It’s Not Terrorism When WE Do It
The United States is arguably the world’s largest sponsor of terrorism, although we call it "self defense” and fighting "humanitarian” wars.
But when other people – especially brown-skinned people who wear funny clothes – do the same things that we do, we label it as terrorism.
Mark Selden - Bartle Professor of History and Sociology at Binghamton University – explains:
American politicians and most social scientists definitionally exclude actions and policies of the United States and its allies” as terrorism.
For example, the American military indiscriminately kills innocent civilians (and see this), calling it "carefully targeted strikes”. When others do it, we rightfully label it terrorism.
When Al Qaeda, Syrians or others target people attending funerals of those killed – or those attempting to rescue people who have been injured by – previous attacks, we rightfully label it terrorism. But the U.S. government does exactly the same thing, without any criticism by government apologists.
Torture is a recognized form of terrorism. The United States has always considered waterboarding to be a crime of torture, including when the Japanese did it in WWII (and see this).
But the government and its lackeys tried to say that American waterboarding in the "war on terror” was not torture. When asked during his 2008 presidential bid whether waterboarding was torture, Rudy Giuliani answered:
It depends on the circumstances. It depends on who does it.
Indeed, we have a long history of using bombs and violence as a way to scare the civilian populations into seeing things our way.
But that is never labeled terrorism by the U.S. Instead, anyone who simply disagrees with U.S. policy (including those with the nerve to criticize the wars on brown-skinned people throughout North Africa and the Middle East planned 20 years ago) may be targeted with the terrorist label.
Why Are the American People So Easily Fooled?
As the Atlantic points out:
Since 9/11, many Americans have conflated terrorism with Muslims; and having done so, they’ve tolerated or supported counterterrorism policies safe in the presumption that people unlike them would bear their brunt. (If Mayor Bloomberg and the NYPD sent officers beyond the boundaries of New York City to secretly spy on evangelical Christian students or Israeli students or students who own handguns the national backlash would be swift, brutal, and decisive. The revelation of secret spying on Muslim American students was mostly defended or ignored.)
In the name of counterterrorism, many Americans have given their assent to indefinite detention, the criminalization of gifts to certain charities, the extrajudicial assassination of American citizens, and a sprawling, opaque homeland security bureaucracy; many have also advocated policies like torture or racial profiling that are not presently part of official anti-terror policy.
***
It ought to be self-evident that non-Muslims perpetrate terrorist attacks, and that a vanishingly small percentage of Muslims are terrorists, but those two truths aren’t widely appreciated in America. That doesn’t mean they won’t reassert themselves, for terrorist attacks have always been with us; the tactic has never been exclusive to a single ideology for very long; and the power the state marshals against one sort of terrorist is sure to be first to hand when another sort strikes.
***
Having flattened so many laws (and a good many innocents) in pursuit of the terrorist, the American majority is naturally loath to focus its attention on a terrorist who looks, talks, and dresses as they do. It is particularly uncomfortable for those in the country who feel most reflexively safe when "an American” is beside them on a plane, instead of a bearded man with a turban. Watching [the Sikh temple massacre], that subset of Americans was put in a position to realize that a day prior they’d have identified with the terrorist more than his victims.
And so they quickly looked away.
History shows that when people try to ignore terrorism done to others – pretending that it doesn’t effect them – they end up vulnerable, alone and exposed.
And letting our fear of terror get out of hand makes people stupid.
And it should be clear that the failure to really investigate 9/11 (and the government’s bumbling incompetence or worse) has led to the spread of terrorism. Specifically, there was state support for 9/11 from at least one government … and yet we haven’t changed our foreign policy based upon that fact. And if people knew that 9/11 was preventable, they would demand real national security, instead of the ruthless global war and shameless fear-mongering which has been the government’s response to those attacks.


# What is expected:
Your answer must be an exact copy of the lines from the one containing "Image is 868x412 pixels." through the last line of the records below, with no pictures; please include nothing else.

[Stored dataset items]

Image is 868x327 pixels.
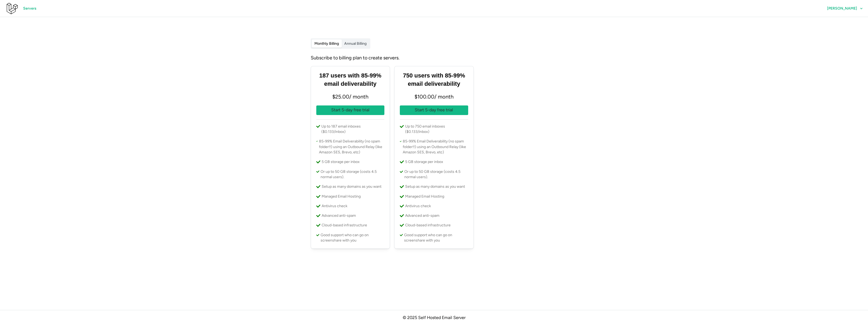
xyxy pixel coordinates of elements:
[405,159,444,165] p: 5 GB storage per inbox
[405,223,451,228] p: Cloud-based infrastructure
[415,107,453,114] p: Start 5-day free trial
[827,7,858,10] span: [PERSON_NAME]
[23,4,36,13] span: Servers
[321,124,384,135] p: Up to 187 email inboxes ($0.133/inbox)
[319,139,384,155] p: 85-99% Email Deliverability (no spam folder!!) using an Outbound Relay (like Amazon SES, Brevo, etc)
[316,72,385,88] h3: 187 users with 85-99% email deliverability
[400,72,468,88] h3: 750 users with 85-99% email deliverability
[18,4,41,14] a: Servers
[405,184,465,189] p: Setup as many domains as you want
[405,204,431,209] p: Antivirus check
[405,194,444,199] p: Managed Email Hosting
[405,213,440,218] p: Advanced anti-spam
[400,93,468,101] p: $ 100.00 / month
[321,233,384,243] p: Good support who can go on screenshare with you
[321,169,384,180] p: Or up to 50 GB storage (costs 4.5 normal users).
[403,139,468,155] p: 85-99% Email Deliverability (no spam folder!!) using an Outbound Relay (like Amazon SES, Brevo, etc)
[822,4,868,14] button: [PERSON_NAME]
[321,213,356,218] p: Advanced anti-spam
[321,159,360,165] p: 5 GB storage per inbox
[315,41,339,46] span: Monthly Billing
[311,54,558,62] div: Subscribe to billing plan to create servers.
[344,41,366,46] span: Annual Billing
[321,194,361,199] p: Managed Email Hosting
[404,233,468,243] p: Good support who can go on screenshare with you
[316,106,385,115] button: Start 5-day free trial
[405,124,468,135] p: Up to 750 email inboxes ($0.133/inbox)
[400,106,468,115] button: Start 5-day free trial
[405,169,468,180] p: Or up to 50 GB storage (costs 4.5 normal users).
[316,93,385,101] p: $ 25.00 / month
[321,204,347,209] p: Antivirus check
[321,184,382,189] p: Setup as many domains as you want
[321,223,367,228] p: Cloud-based infrastructure
[331,107,370,114] p: Start 5-day free trial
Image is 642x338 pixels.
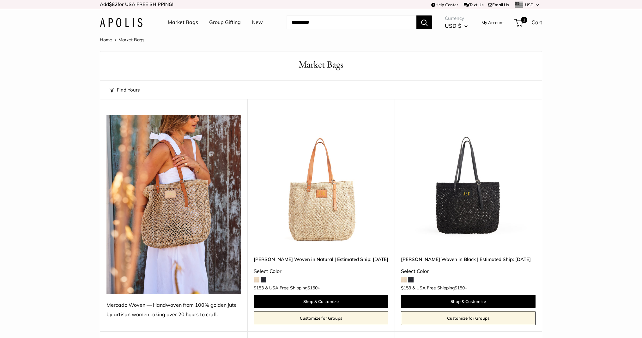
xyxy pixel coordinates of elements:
[100,36,144,44] nav: Breadcrumb
[118,37,144,43] span: Market Bags
[401,311,535,325] a: Customize for Groups
[445,21,468,31] button: USD $
[307,285,317,291] span: $150
[5,314,68,333] iframe: Sign Up via Text for Offers
[209,18,241,27] a: Group Gifting
[100,37,112,43] a: Home
[254,285,264,291] span: $153
[464,2,483,7] a: Text Us
[401,256,535,263] a: [PERSON_NAME] Woven in Black | Estimated Ship: [DATE]
[401,115,535,250] a: Mercado Woven in Black | Estimated Ship: Oct. 19thMercado Woven in Black | Estimated Ship: Oct. 19th
[455,285,465,291] span: $150
[488,2,509,7] a: Email Us
[445,22,461,29] span: USD $
[401,267,535,276] div: Select Color
[100,18,142,27] img: Apolis
[525,2,533,7] span: USD
[168,18,198,27] a: Market Bags
[252,18,263,27] a: New
[254,311,388,325] a: Customize for Groups
[521,17,527,23] span: 1
[401,295,535,308] a: Shop & Customize
[445,14,468,23] span: Currency
[481,19,504,26] a: My Account
[412,286,467,290] span: & USA Free Shipping +
[254,115,388,250] a: Mercado Woven in Natural | Estimated Ship: Oct. 12thMercado Woven in Natural | Estimated Ship: Oc...
[109,1,117,7] span: $82
[431,2,458,7] a: Help Center
[106,115,241,294] img: Mercado Woven — Handwoven from 100% golden jute by artisan women taking over 20 hours to craft.
[401,115,535,250] img: Mercado Woven in Black | Estimated Ship: Oct. 19th
[401,285,411,291] span: $153
[254,256,388,263] a: [PERSON_NAME] Woven in Natural | Estimated Ship: [DATE]
[254,115,388,250] img: Mercado Woven in Natural | Estimated Ship: Oct. 12th
[265,286,320,290] span: & USA Free Shipping +
[515,17,542,27] a: 1 Cart
[416,15,432,29] button: Search
[286,15,416,29] input: Search...
[110,86,140,94] button: Find Yours
[254,267,388,276] div: Select Color
[531,19,542,26] span: Cart
[110,58,532,71] h1: Market Bags
[106,301,241,320] div: Mercado Woven — Handwoven from 100% golden jute by artisan women taking over 20 hours to craft.
[254,295,388,308] a: Shop & Customize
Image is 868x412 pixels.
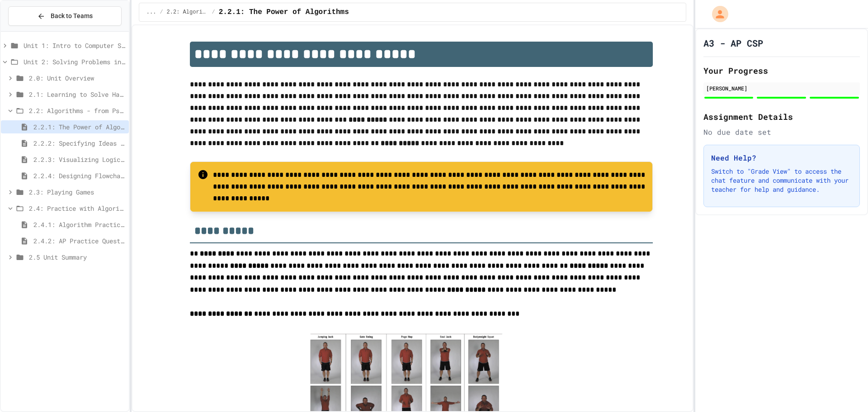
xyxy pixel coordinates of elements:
[219,7,349,18] span: 2.2.1: The Power of Algorithms
[704,65,860,77] h2: Your Progress
[33,155,125,164] span: 2.2.3: Visualizing Logic with Flowcharts
[33,220,125,230] span: 2.4.1: Algorithm Practice Exercises
[29,187,125,197] span: 2.3: Playing Games
[29,89,125,99] span: 2.1: Learning to Solve Hard Problems
[212,9,215,16] span: /
[711,152,852,163] h3: Need Help?
[159,9,162,16] span: /
[704,37,764,49] h1: A3 - AP CSP
[29,106,125,116] span: 2.2: Algorithms - from Pseudocode to Flowcharts
[711,167,852,194] p: Switch to "Grade View" to access the chat feature and communicate with your teacher for help and ...
[29,73,125,83] span: 2.0: Unit Overview
[33,139,125,148] span: 2.2.2: Specifying Ideas with Pseudocode
[33,236,125,245] span: 2.4.2: AP Practice Questions
[51,11,92,21] span: Back to Teams
[29,253,125,262] span: 2.5 Unit Summary
[8,6,122,26] button: Back to Teams
[24,57,125,66] span: Unit 2: Solving Problems in Computer Science
[703,4,731,25] div: My Account
[24,41,125,50] span: Unit 1: Intro to Computer Science
[704,127,860,138] div: No due date set
[831,376,859,403] iframe: chat widget
[147,9,156,16] span: ...
[706,84,858,92] div: [PERSON_NAME]
[33,171,125,181] span: 2.2.4: Designing Flowcharts
[704,111,860,123] h2: Assignment Details
[793,337,859,375] iframe: chat widget
[33,122,125,131] span: 2.2.1: The Power of Algorithms
[167,9,209,16] span: 2.2: Algorithms - from Pseudocode to Flowcharts
[29,204,125,213] span: 2.4: Practice with Algorithms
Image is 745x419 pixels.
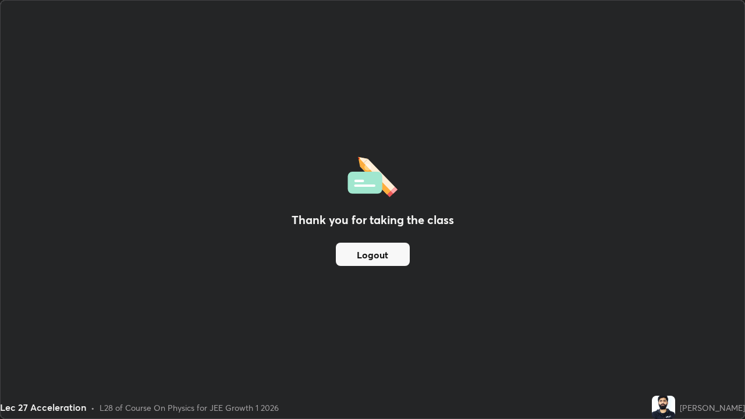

# Reply:
Image is 868x412 pixels.
xyxy pixel coordinates of elements:
[219,7,349,18] span: 2.2.1: The Power of Algorithms
[704,65,860,77] h2: Your Progress
[33,155,125,164] span: 2.2.3: Visualizing Logic with Flowcharts
[33,220,125,230] span: 2.4.1: Algorithm Practice Exercises
[29,187,125,197] span: 2.3: Playing Games
[29,89,125,99] span: 2.1: Learning to Solve Hard Problems
[212,9,215,16] span: /
[711,152,852,163] h3: Need Help?
[159,9,162,16] span: /
[704,37,764,49] h1: A3 - AP CSP
[29,106,125,116] span: 2.2: Algorithms - from Pseudocode to Flowcharts
[711,167,852,194] p: Switch to "Grade View" to access the chat feature and communicate with your teacher for help and ...
[29,73,125,83] span: 2.0: Unit Overview
[33,139,125,148] span: 2.2.2: Specifying Ideas with Pseudocode
[33,236,125,245] span: 2.4.2: AP Practice Questions
[51,11,92,21] span: Back to Teams
[29,253,125,262] span: 2.5 Unit Summary
[8,6,122,26] button: Back to Teams
[24,57,125,66] span: Unit 2: Solving Problems in Computer Science
[703,4,731,25] div: My Account
[24,41,125,50] span: Unit 1: Intro to Computer Science
[704,127,860,138] div: No due date set
[831,376,859,403] iframe: chat widget
[147,9,156,16] span: ...
[706,84,858,92] div: [PERSON_NAME]
[33,171,125,181] span: 2.2.4: Designing Flowcharts
[704,111,860,123] h2: Assignment Details
[793,337,859,375] iframe: chat widget
[33,122,125,131] span: 2.2.1: The Power of Algorithms
[167,9,209,16] span: 2.2: Algorithms - from Pseudocode to Flowcharts
[29,204,125,213] span: 2.4: Practice with Algorithms
Image is 745x419 pixels.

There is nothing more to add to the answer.